Sunday, April 26, 2015

TRAVEL: White Pocket Utah - another version of desert pin striping

The rainy weather left us uncertain as to how to enjoy our last day in Kanab. One of the Travel Advisor write-ups described The Wave as a Bach fugue and White Pocket as Night on Bald Mountain. Programmatic rock formations, yes! -  the perfect end to our trip would be White Pocket.

Luckily, on our way home, a guide returned a morning inquiry and was willing to take us out there, confident that his Tahoe and his alternate path would take us safely upon the deep sandy off-road.


It was windy and cooler than our Wave hike day, and the sky was astonishing, as only Western skies can be, the clouds shouldering  each other and the skyline for display room.

Our guide was a personable Utah born former and still respectful Mormon, Mike. He was charmingly late because his mare's foal arrived early in response to the storm. This event seemed especially beguiling to Jane, still very much the queenly rural spirit representative in our group.  

It's a two hour trip out to White Pocket, entering from south 89A rather than 89, a much simpler trip which we could have made ourselves but for foot-deep sand, possibly wet from yesterday's rain.

We hiked down a sandy path, then gazed on more sandstone and slick rock, but in colors and shapes spectacular and wondrous strange indeed,

as if the rocks had simply stopped swirling only a moment ago, their currents and materials mysterious and drooping,unstable, though frozen lo, these millions of years.
Here the russets, siennas, and red ochre were violent and turbulently worked through with cream, taupe, and gray sandstone. The gray stone that topped off the headed mounds
yet seemed stripped of scalp or skin, bulbous globs of form that looked like exposed brain matter.



 Slick rock tree, planted by cowboys growing their own - shade.


Climbing slip rock is easier than it looks - the natural grit of sandstone offers the lug soles of a hiking boot a satisfying footfall.
Up and down, each view changes dramatically, the features of the rocks so compressed.


Mike explained that iron in the sand forms into small roughly spherical "marbles", which nestle spilled on the sandy surface.
Skull like, frosted top-offs abruptly exposed upon sandstone mounds.
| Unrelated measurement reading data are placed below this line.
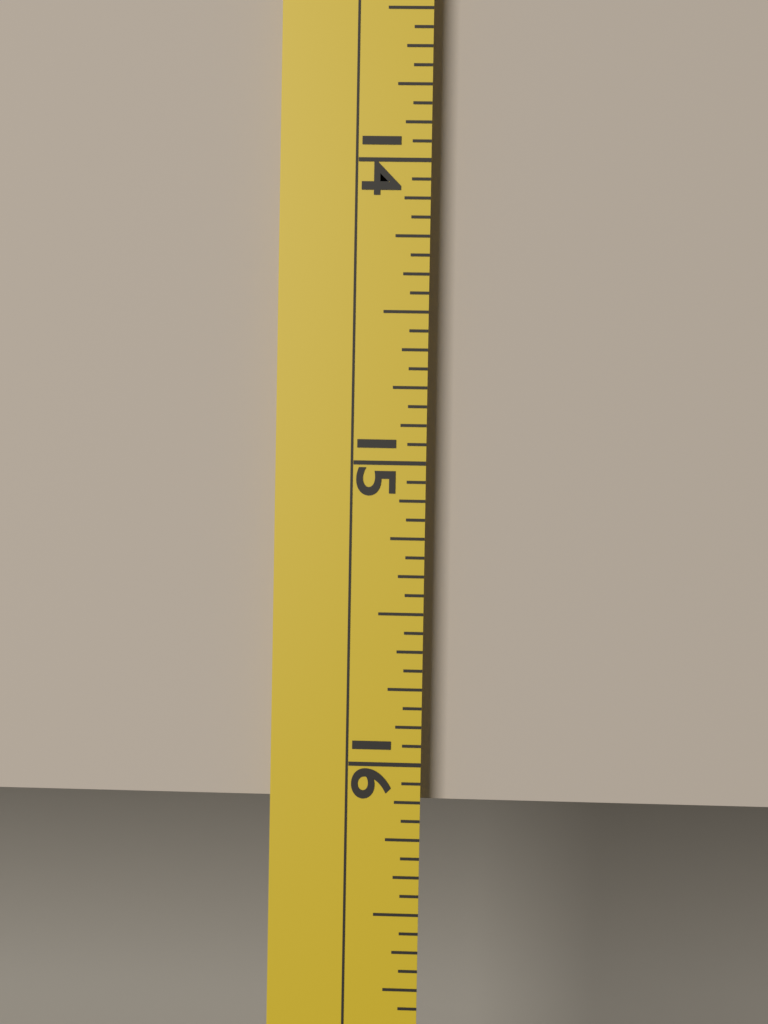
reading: 16.1250 (no unit)
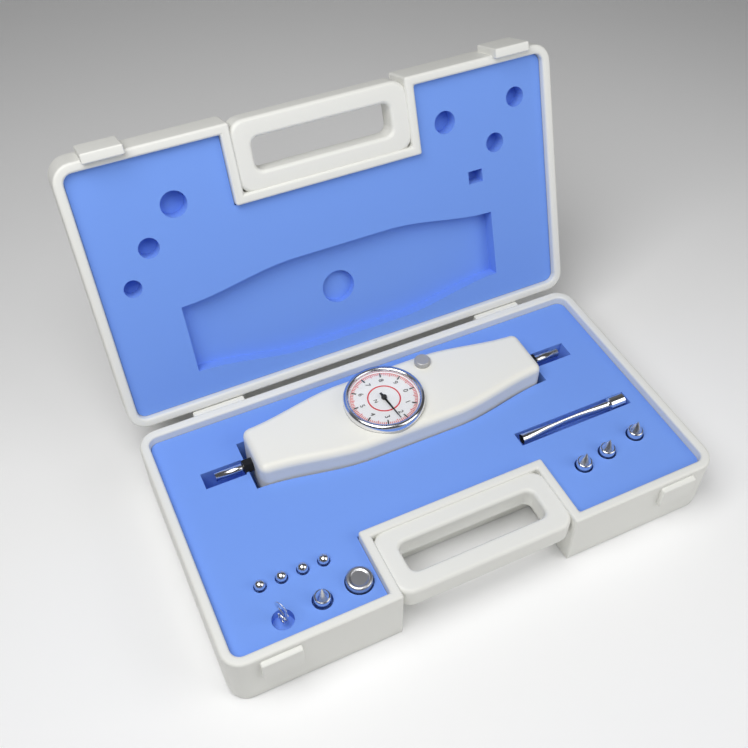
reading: 2.3 N
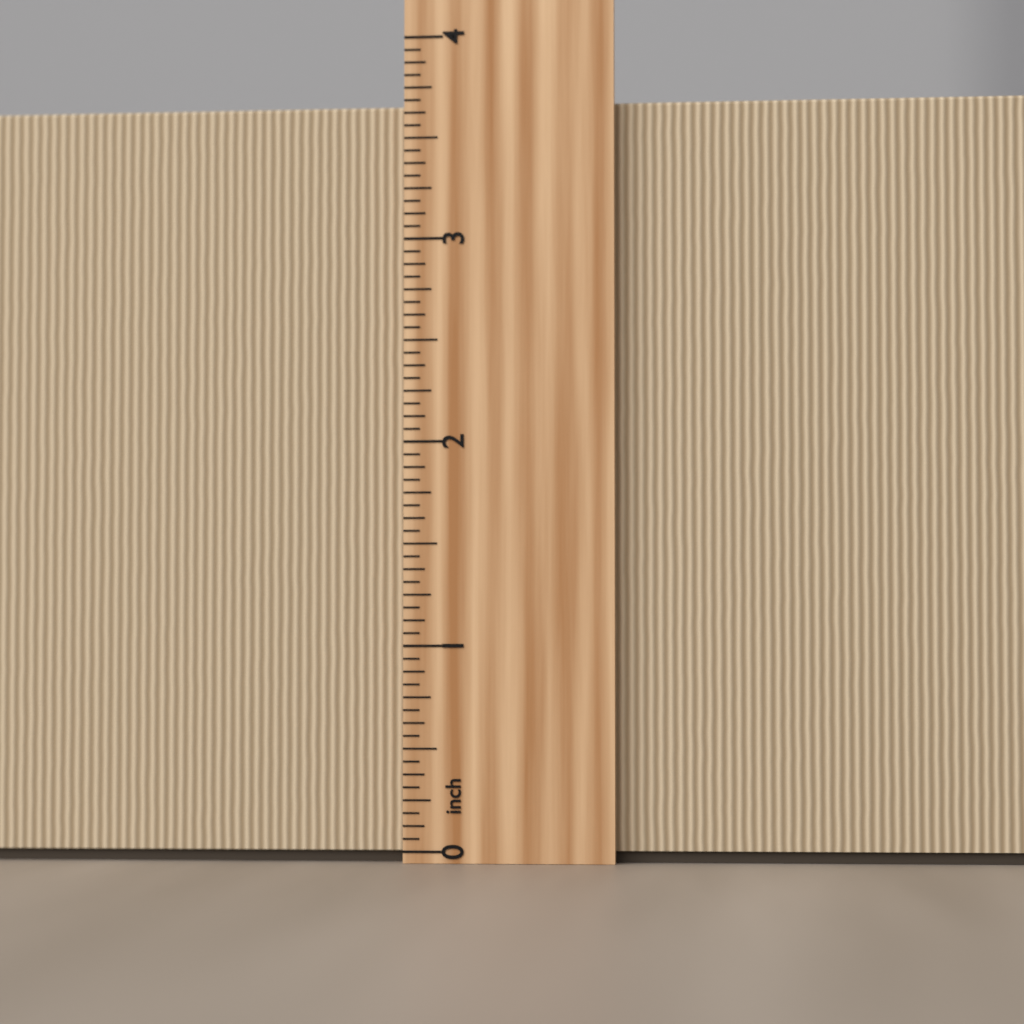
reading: 3.6875 inch
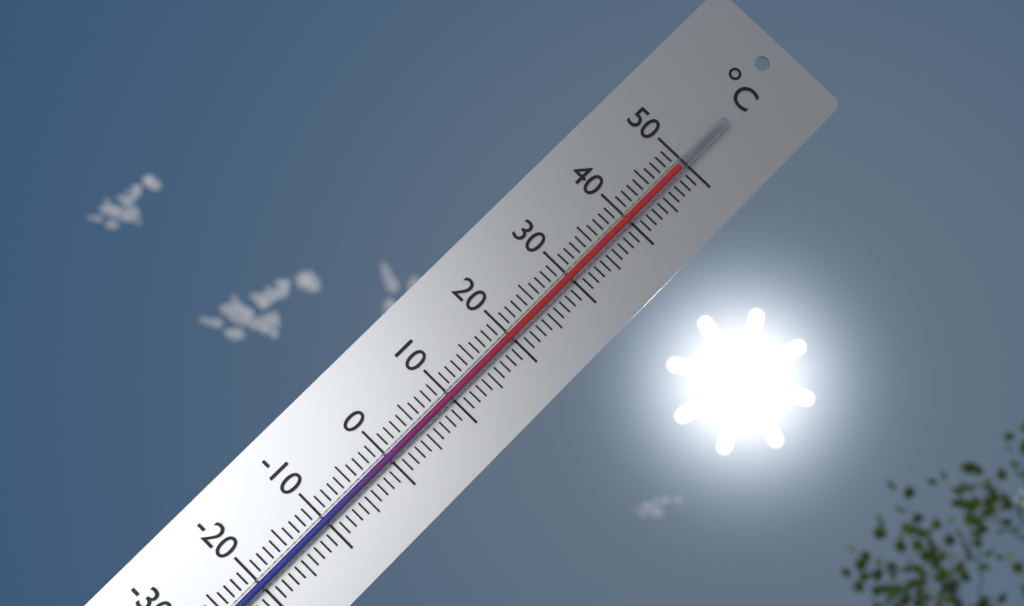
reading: 49 °C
We climbed up and into this "clamshell" hollow facing a gray frosted sentinel. 






Then down and on through...


this marvelous view and fun downhill scramble


The only native plant on the slick rock in this area - a seep gives opportunity to tiny tears, and a miniature hanging garden grows.


Interrupted divided striations, once whole and ongoing, like mini-earthquake faults.
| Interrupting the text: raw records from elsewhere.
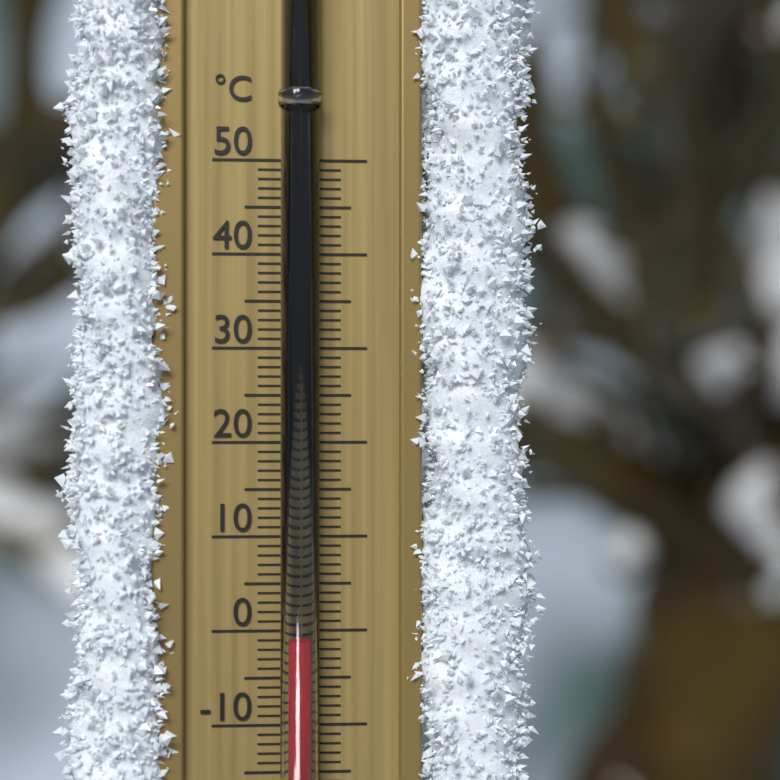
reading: -1 °C
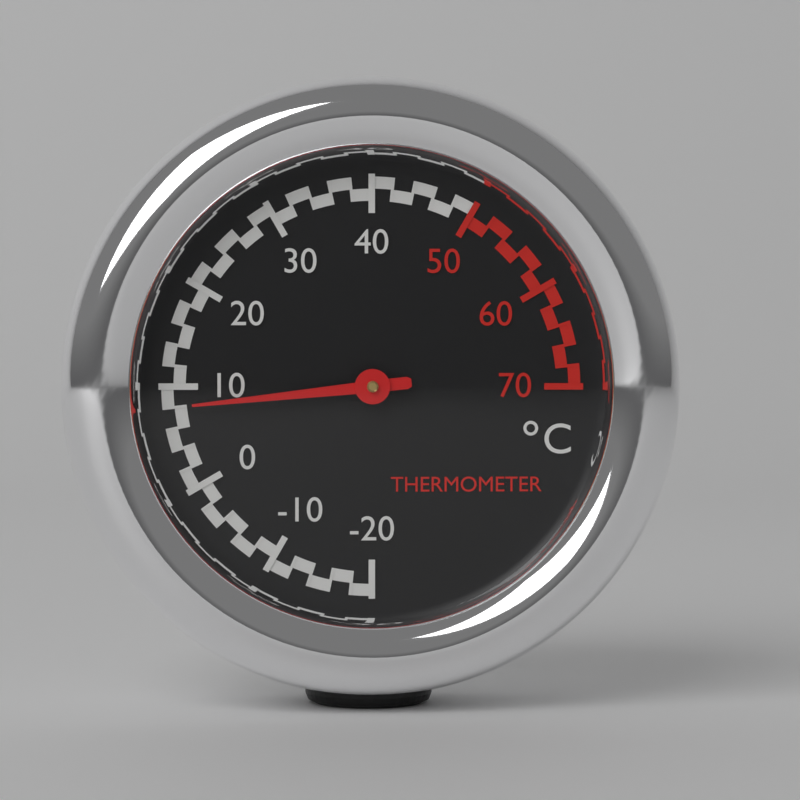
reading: 8 °C
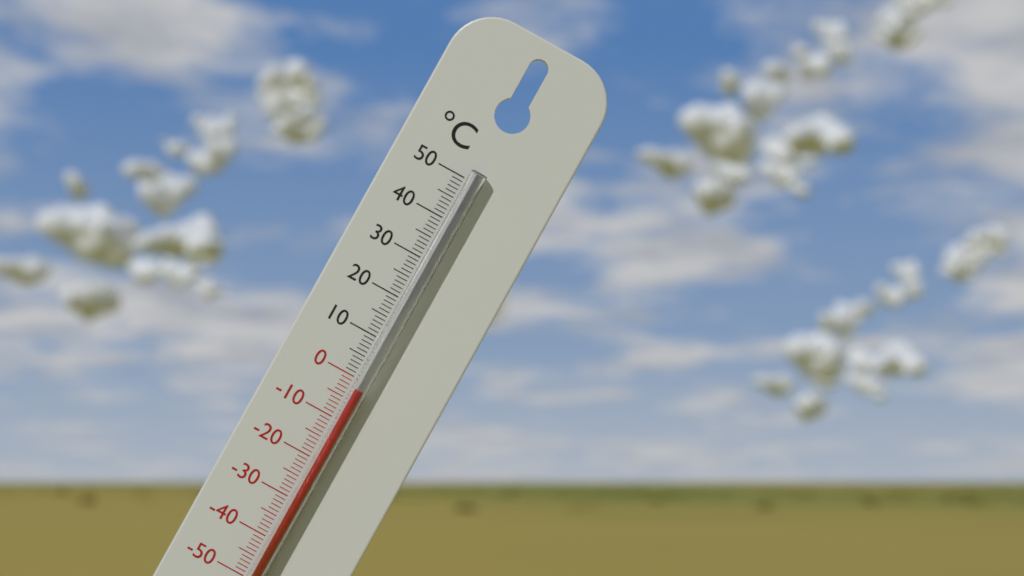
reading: -2 °C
On and on, being among the formations offers me an experience of strange connection, a feeling that my body and mind have unity with  the forms and shapes within space.


Sustaining my wonder at the finely scraped textures of the sandstone.

An expressive sagging scowl

Such evidence of might and power

Looking out 50 miles to the northwest, I think, towards Bryce and the higher mountains, still covered with a recent snow dusting.


In ponds like these breed the unusual and hardy fairy shrimp.  Their eggs lay in casings in the rock's depression, awaiting a rain puddle. Not just any puddle, but one that will become algae-filled and last for 5 days or so.
The eggs hatch and the tiny creatures have a few days to mate and lay new eggs before the puddle finally evaporates.


lupine

claret/scarlet/crimson hedgehog cactus

milkvetch?

As always, I marvel over wildflowers.



A condor sanctuary has been established here in the Vermilion Cliffs area off 89A for years now.  The population has grown to 75, a a better record than California's, I think.

Our guide said that beef carcasses are still put out for them.  On this windy day, we spotted none, but could find a nesting area stained white with their droppings. 

The two hour drive back to Kanab gave us more distant views across the sagebrush and redrock, green with recent spring rains.  

Then  one more night to dine and sleep in Kanab before saying goodbye to Lanny and Jane in Las Vegas.  Their flight left at midnight, and John and I drove home.  Back to Los Angeles, our world so separate from where we were, the discontinuity of the city always disappointing and yet the pleasure of return to a home and our chosen life and place.